FA info icon.svg Angle down icon.svg Project data
Authors J.M.Pearce
Location Kingston, Canada
Peru
OKH Manifest Download

APSC100: Project #153: Design for Health in Peru

Preliminary work on the design of a Health Care Centre in Peru found that one of the primary health care problems in Peru is the lack of access to safe drinking water. Although, the water and sanitation sector in Peru has made important advances in the last two decades (including the increase of water access from 30% to 62% between 1980 and 2004 and sanitation access has also increased from 9% to 30% from 1985 to 2004 in rural areas), the majority of people living in rural areas do not have reliable access to safe drinking water. Current issues with water in Peru include contamination with fecal coliforms and poor sanitation. This results in bacterial contamination and sickness. To reduce the number of patients at the Health Care Centre and thus limit the size to meet the low budget – people in the region could be given household-scale solar water pasteurization devices.

Although some people currently boil water, all microbes that cause disease in humans do not survive at temperatures exceeding 65C, which solar devices can easily produce. A flow-through water pasteurizer contains a thermostatic valve that opens when the water reaches a threshold temperature (indicating pasteurization), and the outgoing hot water warms the incoming cool water in a heat exchanger. The flow is caused by the dirty water reservoir being at a higher elevation than the clean water reservoir. The addition of the heat exchanger and the valve increase the output by a factor of eight or more.

Flow through water pasteurizer

See: Background Material

Design Challenge[edit | edit source]

Design a thermostatic valve for the solar water pasteurization systems with the following characteristics:

  1. Opens at 70C to allow pasteurized water to flow to clean water reservoir
  2. When below 66C it must close completely and not allow any water (non-pasteurized) to flow to the clean water reservoir.
  3. Have as few moving parts as possible and be able to work for years opening/closing dozens of times a day
  4. Be as small as possible – ideally fit in line with a 0.250" I.D. x 0.375" O.D. polycarbonate tube
  5. MINIMIZE COST!!!!!! MINIMIZE COST!!!!!! MINIMIZE COST!!!!!!

Design Teams[edit | edit source]

Include Tag[edit | edit source]

{{APSC100-Project153}}

to put this on your pages:

FA info icon.svg Angle down icon.svg Page data
Part of APSC100
Keywords health infrastructure, water purification
SDG SDG03 Good health and well-being, SDG06 Clean water and sanitation
Authors J.M.Pearce
License CC-BY-SA-4.0
Organizations Queen's University
Language English (en)
Related 2 subpages, 5 pages link here
Impact 237 page views
Created April 29, 2021 by Pedro Kracht
Modified January 29, 2024 by Felipe Schenone
Cookies help us deliver our services. By using our services, you agree to our use of cookies.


## WHAT TO PRODUCE
Which lines of the data include the string "Abstract"? List them all.

•••

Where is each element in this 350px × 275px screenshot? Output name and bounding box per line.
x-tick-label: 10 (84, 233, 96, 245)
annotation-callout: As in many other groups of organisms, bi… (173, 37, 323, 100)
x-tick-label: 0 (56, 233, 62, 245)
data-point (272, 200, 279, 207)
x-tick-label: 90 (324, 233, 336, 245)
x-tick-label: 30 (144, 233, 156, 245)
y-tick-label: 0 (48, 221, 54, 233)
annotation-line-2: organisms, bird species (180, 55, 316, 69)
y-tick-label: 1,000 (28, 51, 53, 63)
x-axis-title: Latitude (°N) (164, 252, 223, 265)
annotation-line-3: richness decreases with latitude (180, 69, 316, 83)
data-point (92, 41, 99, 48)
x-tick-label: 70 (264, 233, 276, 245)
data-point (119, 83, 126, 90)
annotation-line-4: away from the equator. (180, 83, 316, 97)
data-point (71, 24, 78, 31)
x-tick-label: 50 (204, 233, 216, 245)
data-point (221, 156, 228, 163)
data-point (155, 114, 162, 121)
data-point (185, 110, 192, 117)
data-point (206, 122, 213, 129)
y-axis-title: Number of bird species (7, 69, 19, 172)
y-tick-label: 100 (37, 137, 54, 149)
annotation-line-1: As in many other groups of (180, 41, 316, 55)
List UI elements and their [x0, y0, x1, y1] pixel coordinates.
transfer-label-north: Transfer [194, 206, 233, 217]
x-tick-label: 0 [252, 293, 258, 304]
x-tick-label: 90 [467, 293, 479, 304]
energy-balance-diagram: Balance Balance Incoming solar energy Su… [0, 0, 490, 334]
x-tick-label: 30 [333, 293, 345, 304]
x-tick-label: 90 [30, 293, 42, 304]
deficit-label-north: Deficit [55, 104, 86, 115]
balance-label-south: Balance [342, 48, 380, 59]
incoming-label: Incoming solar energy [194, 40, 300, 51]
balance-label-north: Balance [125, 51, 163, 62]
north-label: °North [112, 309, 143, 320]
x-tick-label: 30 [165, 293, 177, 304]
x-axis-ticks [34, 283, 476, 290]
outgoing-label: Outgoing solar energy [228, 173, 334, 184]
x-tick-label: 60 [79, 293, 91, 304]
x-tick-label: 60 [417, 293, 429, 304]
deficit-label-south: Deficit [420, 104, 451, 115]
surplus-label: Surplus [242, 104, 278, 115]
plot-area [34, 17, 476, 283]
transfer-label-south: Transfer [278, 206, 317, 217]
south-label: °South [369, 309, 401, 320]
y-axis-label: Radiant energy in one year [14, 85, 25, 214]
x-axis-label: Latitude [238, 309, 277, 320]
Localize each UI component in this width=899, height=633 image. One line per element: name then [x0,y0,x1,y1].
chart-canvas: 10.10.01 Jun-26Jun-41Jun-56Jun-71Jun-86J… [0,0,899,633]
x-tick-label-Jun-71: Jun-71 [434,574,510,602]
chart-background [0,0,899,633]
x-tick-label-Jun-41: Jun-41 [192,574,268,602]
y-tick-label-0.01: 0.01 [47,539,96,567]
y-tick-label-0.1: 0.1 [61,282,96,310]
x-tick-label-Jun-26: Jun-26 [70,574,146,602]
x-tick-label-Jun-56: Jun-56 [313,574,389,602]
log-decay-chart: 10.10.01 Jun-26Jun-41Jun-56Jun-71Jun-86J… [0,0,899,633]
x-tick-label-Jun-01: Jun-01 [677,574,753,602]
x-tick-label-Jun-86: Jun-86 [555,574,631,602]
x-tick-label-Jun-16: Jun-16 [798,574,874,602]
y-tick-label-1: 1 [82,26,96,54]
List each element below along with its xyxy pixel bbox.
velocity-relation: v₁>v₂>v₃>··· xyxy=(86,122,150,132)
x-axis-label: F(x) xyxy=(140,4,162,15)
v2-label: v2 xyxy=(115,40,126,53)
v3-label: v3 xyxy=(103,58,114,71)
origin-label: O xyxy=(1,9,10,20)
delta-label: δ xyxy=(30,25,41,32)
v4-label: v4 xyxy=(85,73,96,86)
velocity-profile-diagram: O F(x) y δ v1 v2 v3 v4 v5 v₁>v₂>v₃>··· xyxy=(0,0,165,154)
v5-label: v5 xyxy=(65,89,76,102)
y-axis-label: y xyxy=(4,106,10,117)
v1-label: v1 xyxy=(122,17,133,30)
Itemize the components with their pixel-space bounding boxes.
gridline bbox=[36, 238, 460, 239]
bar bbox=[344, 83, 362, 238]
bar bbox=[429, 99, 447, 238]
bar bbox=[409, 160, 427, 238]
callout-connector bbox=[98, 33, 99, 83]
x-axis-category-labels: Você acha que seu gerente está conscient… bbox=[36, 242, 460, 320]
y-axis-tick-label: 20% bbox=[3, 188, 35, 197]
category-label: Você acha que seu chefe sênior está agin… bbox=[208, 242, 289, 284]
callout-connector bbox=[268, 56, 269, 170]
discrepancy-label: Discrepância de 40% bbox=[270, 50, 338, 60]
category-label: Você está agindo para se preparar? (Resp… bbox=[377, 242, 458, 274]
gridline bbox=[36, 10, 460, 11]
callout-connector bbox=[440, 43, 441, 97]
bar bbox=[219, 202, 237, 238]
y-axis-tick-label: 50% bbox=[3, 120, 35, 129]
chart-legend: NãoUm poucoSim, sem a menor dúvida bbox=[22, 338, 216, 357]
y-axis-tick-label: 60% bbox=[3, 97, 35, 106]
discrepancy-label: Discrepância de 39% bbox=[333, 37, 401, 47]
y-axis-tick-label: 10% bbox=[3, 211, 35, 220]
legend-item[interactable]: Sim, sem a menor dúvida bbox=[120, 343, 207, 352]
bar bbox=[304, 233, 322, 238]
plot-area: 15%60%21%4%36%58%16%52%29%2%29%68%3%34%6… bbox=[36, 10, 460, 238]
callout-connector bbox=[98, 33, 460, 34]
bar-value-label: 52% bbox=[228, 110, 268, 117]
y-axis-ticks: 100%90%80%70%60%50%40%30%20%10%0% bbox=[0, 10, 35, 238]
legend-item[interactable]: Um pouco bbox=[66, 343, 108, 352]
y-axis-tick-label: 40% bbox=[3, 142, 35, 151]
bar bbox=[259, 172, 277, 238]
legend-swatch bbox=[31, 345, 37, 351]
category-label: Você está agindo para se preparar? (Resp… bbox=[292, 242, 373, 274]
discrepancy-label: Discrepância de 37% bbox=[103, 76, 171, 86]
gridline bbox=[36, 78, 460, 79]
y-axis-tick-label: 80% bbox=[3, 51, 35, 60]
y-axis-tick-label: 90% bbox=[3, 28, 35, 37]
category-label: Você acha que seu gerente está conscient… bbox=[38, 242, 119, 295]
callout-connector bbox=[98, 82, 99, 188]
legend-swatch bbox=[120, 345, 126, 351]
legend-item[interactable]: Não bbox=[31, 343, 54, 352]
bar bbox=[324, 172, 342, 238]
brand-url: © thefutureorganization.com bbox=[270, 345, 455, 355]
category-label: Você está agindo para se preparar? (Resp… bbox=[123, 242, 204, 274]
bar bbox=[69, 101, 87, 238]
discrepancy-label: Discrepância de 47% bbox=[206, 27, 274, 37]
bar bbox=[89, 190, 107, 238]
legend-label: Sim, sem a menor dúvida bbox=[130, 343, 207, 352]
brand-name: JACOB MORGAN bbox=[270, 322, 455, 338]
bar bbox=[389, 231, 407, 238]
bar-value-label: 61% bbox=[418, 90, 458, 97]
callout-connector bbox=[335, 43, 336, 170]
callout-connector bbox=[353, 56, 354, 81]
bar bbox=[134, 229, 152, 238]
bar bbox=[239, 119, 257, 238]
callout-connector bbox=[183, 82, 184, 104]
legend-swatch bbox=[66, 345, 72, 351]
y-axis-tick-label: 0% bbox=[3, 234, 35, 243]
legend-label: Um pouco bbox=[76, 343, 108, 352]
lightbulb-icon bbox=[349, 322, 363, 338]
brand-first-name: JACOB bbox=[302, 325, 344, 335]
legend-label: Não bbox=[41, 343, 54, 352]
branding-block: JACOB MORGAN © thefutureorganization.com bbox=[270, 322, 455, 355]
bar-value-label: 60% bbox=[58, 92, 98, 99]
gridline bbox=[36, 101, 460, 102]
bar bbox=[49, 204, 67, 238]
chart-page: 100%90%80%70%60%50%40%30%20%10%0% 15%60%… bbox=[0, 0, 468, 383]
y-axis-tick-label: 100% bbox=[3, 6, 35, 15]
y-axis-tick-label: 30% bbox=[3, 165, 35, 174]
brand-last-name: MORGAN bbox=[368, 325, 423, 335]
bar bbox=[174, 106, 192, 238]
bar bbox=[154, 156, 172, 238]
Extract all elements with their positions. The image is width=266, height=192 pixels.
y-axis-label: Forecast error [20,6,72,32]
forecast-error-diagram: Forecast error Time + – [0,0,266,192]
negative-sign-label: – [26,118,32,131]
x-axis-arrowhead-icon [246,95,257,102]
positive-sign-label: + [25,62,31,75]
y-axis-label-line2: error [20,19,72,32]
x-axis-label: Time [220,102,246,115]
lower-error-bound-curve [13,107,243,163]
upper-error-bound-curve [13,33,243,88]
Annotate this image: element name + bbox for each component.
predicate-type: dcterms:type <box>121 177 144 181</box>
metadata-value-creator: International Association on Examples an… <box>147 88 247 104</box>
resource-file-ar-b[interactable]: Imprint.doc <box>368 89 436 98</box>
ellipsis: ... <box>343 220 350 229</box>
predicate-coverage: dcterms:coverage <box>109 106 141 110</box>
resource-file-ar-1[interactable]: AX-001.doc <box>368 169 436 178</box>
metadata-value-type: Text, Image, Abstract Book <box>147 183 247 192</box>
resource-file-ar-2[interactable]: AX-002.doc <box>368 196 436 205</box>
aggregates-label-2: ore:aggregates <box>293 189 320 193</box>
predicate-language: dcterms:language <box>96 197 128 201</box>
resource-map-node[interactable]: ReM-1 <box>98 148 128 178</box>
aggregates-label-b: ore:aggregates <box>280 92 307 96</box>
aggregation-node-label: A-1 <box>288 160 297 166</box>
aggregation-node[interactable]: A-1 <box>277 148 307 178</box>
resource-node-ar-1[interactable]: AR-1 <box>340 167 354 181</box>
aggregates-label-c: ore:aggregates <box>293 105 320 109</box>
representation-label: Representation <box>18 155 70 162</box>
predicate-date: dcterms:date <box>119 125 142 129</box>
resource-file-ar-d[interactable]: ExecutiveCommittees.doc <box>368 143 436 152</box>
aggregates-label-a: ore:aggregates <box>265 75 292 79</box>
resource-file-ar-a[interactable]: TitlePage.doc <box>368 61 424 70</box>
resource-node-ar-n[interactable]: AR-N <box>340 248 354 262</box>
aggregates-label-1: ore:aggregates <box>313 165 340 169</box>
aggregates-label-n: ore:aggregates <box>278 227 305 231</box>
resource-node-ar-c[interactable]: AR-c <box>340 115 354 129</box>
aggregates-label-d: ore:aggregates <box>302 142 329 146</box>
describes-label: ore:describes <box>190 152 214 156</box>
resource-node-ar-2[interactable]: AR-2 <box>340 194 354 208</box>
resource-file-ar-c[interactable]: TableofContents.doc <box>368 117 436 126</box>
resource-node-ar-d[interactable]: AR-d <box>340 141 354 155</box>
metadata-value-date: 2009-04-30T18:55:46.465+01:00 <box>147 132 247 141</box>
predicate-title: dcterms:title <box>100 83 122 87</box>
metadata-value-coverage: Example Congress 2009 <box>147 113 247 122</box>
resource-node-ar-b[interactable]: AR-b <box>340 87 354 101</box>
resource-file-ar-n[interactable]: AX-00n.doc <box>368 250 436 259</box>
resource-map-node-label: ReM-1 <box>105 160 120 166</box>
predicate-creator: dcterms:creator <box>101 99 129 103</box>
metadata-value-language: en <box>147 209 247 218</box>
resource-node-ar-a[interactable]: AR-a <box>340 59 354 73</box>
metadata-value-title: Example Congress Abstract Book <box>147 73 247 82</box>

•••

## SOLUTION
metadata-value-type: Text, Image, Abstract Book <box>147 183 247 192</box>
metadata-value-title: Example Congress Abstract Book <box>147 73 247 82</box>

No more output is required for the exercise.